[News] 21st Century Policing:The RISE and REACH of Surveillance Technology
Anti-Imperialist News
news at freedomarchives.org
Fri Apr 23 19:49:11 EDT 2021
Via James Kilgore
The Action Center on Race and the Economy (ACRE) and the Community
Resource Hub for Safety and Accountability have produced a wonderful
research report, 21st Century Policing: The Rise and Reach of
Surveillance Technology.
<https://acrecampaigns.org/research_post/21st-century-policing/>
The report gives a broad overview of these technologies (including a
little bit on electronic monitoring). The two things that are special
about this report are the detailed description of the sector and its
overall framing. The writers tells us how companies like Motorola,
Amazon along with Police Foundations and system players have plunged
deeper and deeper into these technologies with wonderful
financial benefits for them and dire results for oppressed communities.
The second important thing about this report is that their ideological
framing places these technologies in the context of the evolution of
racial capitalism, connects this to the surveillance capitalism paradigm
and calls for an end to it. Some recommendations and stories of
resistance at the end provide some guidance about possible actions to
resist this e-carceral onslaught.
____________________________________________________
https://acrecampaigns.org/wp-content/uploads/2021/03/acre-21stcenturypolicing-r4-web.pdf
Sitting at the intersection of criminalization and capitalism, the use
of emerging surveillance technology has become increasingly popular
among police departments in the United States over the last few decades.
While public knowledge is still catching up to the full extent of the
tools that police use, we are quickly understanding more about this
technology each day. Adopted for use as police “reforms,” sophisticated
electronics and tech capabilities do not address the unchecked power and
ballooning budgets of local police departments. Instead, they open the
door for law enforcement to monitor communities while private companies
profit from sales and contracts. As the movement to defund the police
becomes impossible to ignore, replacing police officers with police
cameras is called progress.
The fact that law enforcement has rapidly expanded the use of
technologies, including facial recognition software, Stingray devices
(transmitters which scan and collect data from cell phones), social
media monitors, and other surveillance tools without much transparency
or oversight is also greatly troubling. This development has major
implications for the violation of civil liberties—especially for Black
and Brown folks. Especially if police adoption of technology follows
broader trends in data science, police will continue to utilize machine
learning and artificial intelligence.1Neither of which are well
regulated to protect the privacy, safety and health of every day people.
The rise of “big data”—huge amounts of data gathered into systems that
can store, combine, and analyze them—and new systems of surveillance
have assisted in expanding the arm of police and policing throughout the
United States.2While our research finds disproportionate impacts on
targeted communities and points to ways that public accountability and
ownership can end profiteering, the only way to end these practices for
good is by dismantling the system of policing and building one that is
truly just and that shifts our paradigm from one of punishment to one of
care.
The irony of the concept of so-called “proactive policing”, which is
purported to predict crime and stop it, is that it instead makes
decisions about criminality for us—monitoring who is allowed to be
inwhich neighborhoods and why as well as monitoring affiliations and
social media, and predicting outcomes for people’s futures. This irony
dehumanizes those being surveilled and does not solve for the root
causes of crime, while also lining the pockets of technology’s creators
and sellers—similar to the ways in which the prison industrial complex
has operated. Living in a “surveillance state,” however, is not a
foregone conclusion. Organizers across the country are pushing back
against intrusive and problematic surveillance technologies by providing
program models and model legislation to disrupt 21st Century Policing
and ensure awareness and meaningful interventions. This report presents
an overview of ongoing trends in police surveillance and the funding
streams that have made and continue to make these trends possible. It
also highlights ongoing advocacy efforts and provides recommendations
for pushing back against the use of such technology by law enforcement.
Our five key recommendations are:
* 1 Defund the police and invest in community safety
* 2 End police surveillance data collection and sharing practices
* 3 End all federal funding for police surveillance technology
* 4 End all private funding of police departments
* 5 Incentivize public accountability and control of public safety
Technology is now integral to our everyday lives, but it does not have
to be harmful. No matter how it’s framed, surveillance technology is a
threat to the safety and security of all people, but especially to
communities of color. All forms of capitalism must go, including the
surveillance capitalism that feeds racial capitalism.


▶ [WHAT THIS TASK INVOLVES]
Every record should be copied exactly, and the images omitted.

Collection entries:
═══

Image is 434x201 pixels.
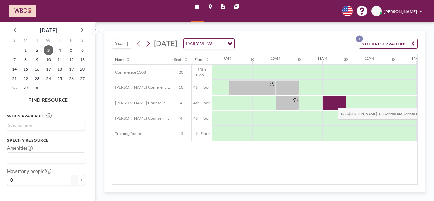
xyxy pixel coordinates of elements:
[194,57,204,62] div: Floor
[71,175,78,185] button: -
[112,39,131,49] button: [DATE]
[356,35,363,42] p: 1
[171,69,191,75] span: 20
[191,131,212,136] span: 4th Floor
[344,58,347,62] div: 30
[191,67,212,77] span: 13th Floo...
[112,85,171,90] span: [PERSON_NAME] Conference Room
[406,112,421,116] b: 11:30 AM
[112,131,141,136] span: Training Room
[44,64,53,74] span: Wednesday, September 17, 2025
[32,55,42,64] span: Tuesday, September 9, 2025
[171,116,191,121] span: 4
[32,74,42,83] span: Tuesday, September 23, 2025
[78,45,87,55] span: Saturday, September 6, 2025
[317,56,327,61] div: 11AM
[374,8,379,14] span: GL
[44,74,53,83] span: Wednesday, September 24, 2025
[7,153,85,163] div: Search for option
[185,40,213,48] span: DAILY VIEW
[9,37,20,45] div: S
[191,116,212,121] span: 4th Floor
[55,74,64,83] span: Thursday, September 25, 2025
[21,83,31,93] span: Monday, September 29, 2025
[364,56,374,61] div: 12PM
[171,131,191,136] span: 15
[43,37,54,45] div: W
[66,55,76,64] span: Friday, September 12, 2025
[384,9,417,14] span: [PERSON_NAME]
[154,39,177,48] span: [DATE]
[338,108,424,120] span: Book from to
[8,122,81,129] input: Search for option
[32,83,42,93] span: Tuesday, September 30, 2025
[66,64,76,74] span: Friday, September 19, 2025
[112,116,171,121] span: [PERSON_NAME] Counseling Room
[112,69,146,75] span: Conference 1308
[270,56,280,61] div: 10AM
[66,74,76,83] span: Friday, September 26, 2025
[77,37,88,45] div: S
[7,121,85,130] div: Search for option
[66,45,76,55] span: Friday, September 5, 2025
[223,56,231,61] div: 9AM
[7,168,51,174] label: How many people?
[21,45,31,55] span: Monday, September 1, 2025
[9,64,19,74] span: Sunday, September 14, 2025
[7,95,90,103] h4: FIND RESOURCE
[78,175,85,185] button: +
[55,64,64,74] span: Thursday, September 18, 2025
[78,74,87,83] span: Saturday, September 27, 2025
[55,45,64,55] span: Thursday, September 4, 2025
[387,112,402,116] b: 11:00 AM
[21,64,31,74] span: Monday, September 15, 2025
[40,25,57,35] div: [DATE]
[9,5,36,17] img: organization-logo
[7,138,85,143] h3: Specify resource
[349,112,379,116] b: [PERSON_NAME]...
[78,55,87,64] span: Saturday, September 13, 2025
[32,37,43,45] div: T
[21,55,31,64] span: Monday, September 8, 2025
[32,64,42,74] span: Tuesday, September 16, 2025
[21,74,31,83] span: Monday, September 22, 2025
[65,37,77,45] div: F
[191,85,212,90] span: 4th Floor
[171,85,191,90] span: 10
[250,58,254,62] div: 30
[8,154,81,162] input: Search for option
[9,74,19,83] span: Sunday, September 21, 2025
[214,40,223,48] input: Search for option
[9,55,19,64] span: Sunday, September 7, 2025
[115,57,125,62] div: Name
[184,39,234,49] div: Search for option
[297,58,301,62] div: 30
[7,145,33,151] label: Amenities
[171,100,191,105] span: 4
[44,55,53,64] span: Wednesday, September 10, 2025
[44,45,53,55] span: Wednesday, September 3, 2025
[112,100,171,105] span: [PERSON_NAME] Counseling Room
[391,58,394,62] div: 30
[55,55,64,64] span: Thursday, September 11, 2025
[191,100,212,105] span: 4th Floor
[78,64,87,74] span: Saturday, September 20, 2025
[9,83,19,93] span: Sunday, September 28, 2025
[54,37,65,45] div: T
[20,37,31,45] div: M
[174,57,183,62] div: Seats
[32,45,42,55] span: Tuesday, September 2, 2025
[411,56,419,61] div: 1PM
[359,39,418,49] button: YOUR RESERVATIONS1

═══

▶ [ANSWER FOR THE TASK]
Image is 434x201 pixels.
xyxy pixel coordinates of elements:
[194,57,204,62] div: Floor
[71,175,78,185] button: -
[112,39,131,49] button: [DATE]
[356,35,363,42] p: 1
[171,69,191,75] span: 20
[191,131,212,136] span: 4th Floor
[344,58,347,62] div: 30
[191,67,212,77] span: 13th Floo...
[112,85,171,90] span: [PERSON_NAME] Conference Room
[406,112,421,116] b: 11:30 AM
[112,131,141,136] span: Training Room
[44,64,53,74] span: Wednesday, September 17, 2025
[32,55,42,64] span: Tuesday, September 9, 2025
[171,116,191,121] span: 4
[32,74,42,83] span: Tuesday, September 23, 2025
[78,45,87,55] span: Saturday, September 6, 2025
[317,56,327,61] div: 11AM
[374,8,379,14] span: GL
[44,74,53,83] span: Wednesday, September 24, 2025
[7,153,85,163] div: Search for option
[185,40,213,48] span: DAILY VIEW
[9,37,20,45] div: S
[191,116,212,121] span: 4th Floor
[55,74,64,83] span: Thursday, September 25, 2025
[21,83,31,93] span: Monday, September 29, 2025
[364,56,374,61] div: 12PM
[171,131,191,136] span: 15
[43,37,54,45] div: W
[66,55,76,64] span: Friday, September 12, 2025
[384,9,417,14] span: [PERSON_NAME]
[154,39,177,48] span: [DATE]
[338,108,424,120] span: Book from to
[8,122,81,129] input: Search for option
[32,83,42,93] span: Tuesday, September 30, 2025
[66,64,76,74] span: Friday, September 19, 2025
[112,116,171,121] span: [PERSON_NAME] Counseling Room
[112,69,146,75] span: Conference 1308
[270,56,280,61] div: 10AM
[66,74,76,83] span: Friday, September 26, 2025
[77,37,88,45] div: S
[7,121,85,130] div: Search for option
[66,45,76,55] span: Friday, September 5, 2025
[223,56,231,61] div: 9AM
[7,168,51,174] label: How many people?
[21,45,31,55] span: Monday, September 1, 2025
[9,64,19,74] span: Sunday, September 14, 2025
[7,95,90,103] h4: FIND RESOURCE
[78,175,85,185] button: +
[55,64,64,74] span: Thursday, September 18, 2025
[78,74,87,83] span: Saturday, September 27, 2025
[55,45,64,55] span: Thursday, September 4, 2025
[387,112,402,116] b: 11:00 AM
[21,64,31,74] span: Monday, September 15, 2025
[40,25,57,35] div: [DATE]
[9,5,36,17] img: organization-logo
[7,138,85,143] h3: Specify resource
[349,112,379,116] b: [PERSON_NAME]...
[78,55,87,64] span: Saturday, September 13, 2025
[32,37,43,45] div: T
[21,55,31,64] span: Monday, September 8, 2025
[32,64,42,74] span: Tuesday, September 16, 2025
[21,74,31,83] span: Monday, September 22, 2025
[65,37,77,45] div: F
[191,85,212,90] span: 4th Floor
[171,85,191,90] span: 10
[250,58,254,62] div: 30
[8,154,81,162] input: Search for option
[9,74,19,83] span: Sunday, September 21, 2025
[214,40,223,48] input: Search for option
[9,55,19,64] span: Sunday, September 7, 2025
[115,57,125,62] div: Name
[184,39,234,49] div: Search for option
[297,58,301,62] div: 30
[7,145,33,151] label: Amenities
[171,100,191,105] span: 4
[44,55,53,64] span: Wednesday, September 10, 2025
[44,45,53,55] span: Wednesday, September 3, 2025
[112,100,171,105] span: [PERSON_NAME] Counseling Room
[391,58,394,62] div: 30
[55,55,64,64] span: Thursday, September 11, 2025
[191,100,212,105] span: 4th Floor
[78,64,87,74] span: Saturday, September 20, 2025
[9,83,19,93] span: Sunday, September 28, 2025
[54,37,65,45] div: T
[20,37,31,45] div: M
[174,57,183,62] div: Seats
[32,45,42,55] span: Tuesday, September 2, 2025
[411,56,419,61] div: 1PM
[359,39,418,49] button: YOUR RESERVATIONS1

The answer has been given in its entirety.